Just because I’m upset at someone doesn’t mean they have to return my feelings. Or even pay any attention to me. In fact, you and I have every right to be ignored.
Actually, this isn’t about my own feelings. I’ve been having a conversation with someone who is upset with a local government. Mind you, the local government he’s upset with isn’t one where he lives. It’s a town in West Texas that he passes through from time to time and that has outlawed overnight parking except in authorized areas. But the conversation has put into focus the way electronic media have distorted our senses.
There was a time when people did business face to face. Over the years we’ve gotten away from that without realizing that emails are a sad substitute for looking someone else in the eye. Moreover, when we are writing an email the absence of the other party fools us into thinking we can be harsher and more insulting than we would ever dream of being if we had to look that person in the eye when we insulted them. Email dehumanizes. And because it is a remote medium there’s no reason on earth the person we are trying to persuade needs to explain themselves in full, or even at all. We allow our selves to get worked up, and then when someone else fails to do what we want them to do we get irritated and angry.
Why?
I’m no shrink. But it surely seems to me that the more we rely on electronic media the less aware we are of the assumptions we make.
- Just because I think I’m being treated unfairly does not mean that I am.
- Just because I think someone else should change their mind does not mean they are under any obligation to do so.
- Wordy emails rarely persuade — people are all in too much of a hurry.
- There are letters (emails) we should put into a drawer and sit on for a day, or a week, or a month before sending them. But because email is almost instantaneous we rarely do. We click send and fail to reconsider that sentence that is a little too harsh or the bogus assumption that will blow our credibility. Computers may “think” fast, but that does not mean that the operators are up to the same speed.
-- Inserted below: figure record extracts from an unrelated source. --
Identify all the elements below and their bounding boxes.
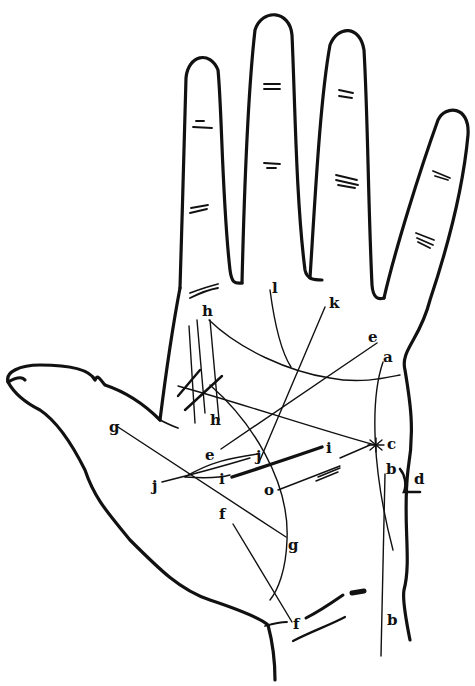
- label-e-top: e: [368, 328, 378, 346]
- label-c: c: [387, 435, 396, 453]
- palm-diagram: l k h e a h g c i e j b d i j o f g f b: [0, 0, 475, 686]
- label-e-mid: e: [205, 446, 215, 464]
- label-f-mid: f: [219, 505, 227, 523]
- label-k: k: [329, 294, 340, 312]
- label-a: a: [383, 348, 393, 366]
- label-g-right: g: [288, 536, 299, 554]
- label-d: d: [414, 470, 425, 488]
- label-b-bottom: b: [387, 611, 398, 629]
- label-o: o: [264, 481, 274, 499]
- label-f-bottom: f: [293, 615, 301, 633]
- label-h-top: h: [202, 302, 213, 320]
- label-j-mid: j: [254, 447, 261, 465]
- label-i-right: i: [326, 439, 332, 457]
- label-i-left: i: [219, 470, 225, 488]
- label-j-left: j: [150, 477, 157, 495]
- label-h-bottom: h: [210, 411, 221, 429]
- label-l: l: [272, 279, 278, 297]
- hand-outline: [8, 15, 468, 680]
- label-g-left: g: [109, 418, 120, 436]
- label-b-top: b: [386, 460, 397, 478]
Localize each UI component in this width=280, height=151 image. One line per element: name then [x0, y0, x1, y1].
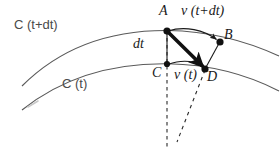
point-b-dot — [216, 38, 223, 45]
label-point-d: D — [207, 70, 217, 84]
label-curve-c-t-plus-dt: C (t+dt) — [14, 18, 58, 31]
point-a-dot — [163, 27, 170, 34]
curve-c-t — [22, 64, 279, 110]
label-vector-v-t: ν (t) — [174, 68, 197, 82]
curve-c-t-plus-dt — [22, 30, 279, 86]
label-vector-v-t-plus-dt: ν (t+dt) — [181, 4, 224, 18]
segment-d-to-b — [205, 43, 220, 70]
label-point-a: A — [159, 4, 168, 18]
point-c-dot — [164, 61, 170, 67]
label-curve-c-t: C (t) — [62, 77, 87, 90]
label-point-c: C — [152, 66, 161, 80]
label-dt: dt — [133, 37, 144, 51]
label-point-b: B — [224, 28, 233, 42]
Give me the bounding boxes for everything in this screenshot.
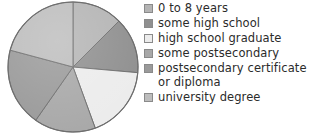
legend-swatch-university-degree: [144, 93, 153, 102]
pie-outline: [8, 2, 138, 132]
pie-chart-figure: 0 to 8 years some high school high schoo…: [0, 0, 311, 136]
legend-item[interactable]: some postsecondary: [144, 46, 311, 60]
legend-swatch-some-postsecondary: [144, 49, 153, 58]
legend-swatch-some-high-school: [144, 19, 153, 28]
legend-label: high school graduate: [158, 31, 282, 45]
chart-legend: 0 to 8 years some high school high schoo…: [144, 1, 311, 135]
legend-label: postsecondary certificate or diploma: [158, 61, 307, 89]
pie-chart-plot-area: [6, 1, 140, 135]
legend-label: some postsecondary: [158, 46, 279, 60]
legend-swatch-postsecondary-certificate: [144, 64, 153, 73]
legend-item[interactable]: university degree: [144, 90, 311, 104]
legend-item[interactable]: high school graduate: [144, 31, 311, 45]
legend-swatch-high-school-graduate: [144, 34, 153, 43]
pie-chart-svg: [6, 1, 140, 135]
legend-item[interactable]: postsecondary certificate or diploma: [144, 61, 311, 89]
legend-label: 0 to 8 years: [158, 1, 228, 15]
legend-item[interactable]: some high school: [144, 16, 311, 30]
legend-swatch-0-to-8-years: [144, 4, 153, 13]
legend-item[interactable]: 0 to 8 years: [144, 1, 311, 15]
legend-label: university degree: [158, 90, 261, 104]
legend-label: some high school: [158, 16, 260, 30]
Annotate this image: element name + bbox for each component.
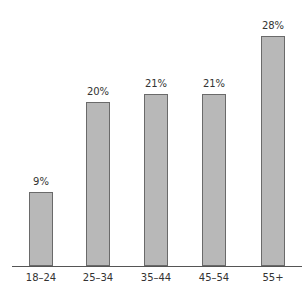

- Electronic media can create far more correspondence than anyone wants to read. If we organize a boycott what makes us think that anyone will bother reading the emails. We all have spam filters on our email — I personally trash a couple dozen emails a day that are junk/spam/unsolicited offers. I refuse to waste my time just because someone I don’t know thinks I should.
- Voicemail messages do not carry the same weight when left by strangers than they do when they are left by friends. I don’t answer every voicemail from a stranger; I doubt you do either. Why should I expect that someone else will answer mine? Especially if I am upset, want them to do something they dont want to do, or if I come across as a crackpot?
If you look around at the national political scene you see a nation crippled by officials who take themselves so seriously that they cannot compromise for the sake of the greater good. It’s good to have principles; this would be a sad nation if all our politicians had NO principles. But, to borrow an old cliche, don’t throw out the baby with the bath water; and maturity — individual maturity, and group maturity — is about having the wisdom to know that to govern effectively requires that all parties have their needs met. Not as WE see them, but as THEY see them.
It seems no one is listening to the other side; there is always another side; and too often the truth lies someplace between the two and is a third side.
It’s hard to realize that changes arise because of past history. Something happens and we see that as a change to something we have known in the past. What we forget is that it’s pretty certain that whatever change there may have been did not arise out of a vacuum. Something preceded the change. There was a history behind that action too.
It’s not surprising that humans (myself included) tend to view the world from our own point of view. What other point of view do we actually know anything about? So, if someone keys my car, to ME that is the beginning of a chain of events. Don’t get me wrong — I’m not about to condone keying someone’s car. But most likely the person with the offending key recently went through something that irritated them enough to act out. We may know nothing about the event; the event may even be irrelevant to us (maybe he/she just got dumped) but there was something that gave that action a push.
- The neighbor with the loud stereo at 2 a.m. may be drunk.
- The politician who votes against my cause may have donors to his campaign who favor a different law.
- Local businesses may think they are losing money because of a bootleg operation — putting them at a competitive disadvantage; or they may be pushing to achieve a competitive advantage for themselves.
But none of these examples will be corrected by sending off a steaming hot email. Each instance needs a different sort of resolution that sending an email will not further.
Sending off that email may make us feel better; but it guarantees no resolution. And there is no guarantee that the other party will respond at all, or will respond in kind.
Sending off that email just gives us the right to be ignored.
If you want change — go talk to someone — face to face. You’ll find it’s much harder to be ignored when you are standing in the other person’s office. You’ll find you aren’t as snippy as if you wrote that email. You’ll find that the other party has a valid viewpoint — even if it differs from your own. And you’ll find that the only way to make both parties happy is to find a happy in-between.
There’s a lot of talk about the freedom we enjoy in this country, but not much about the responsibility that comes along with it. Freedom isn’t about whether I have the right to do as I please; freedom is about whether I will give that right to someone else who wants to behave differently. It seems so popular for people to be upset by the actions of others; but not so popular for those same people to allow others to upset US.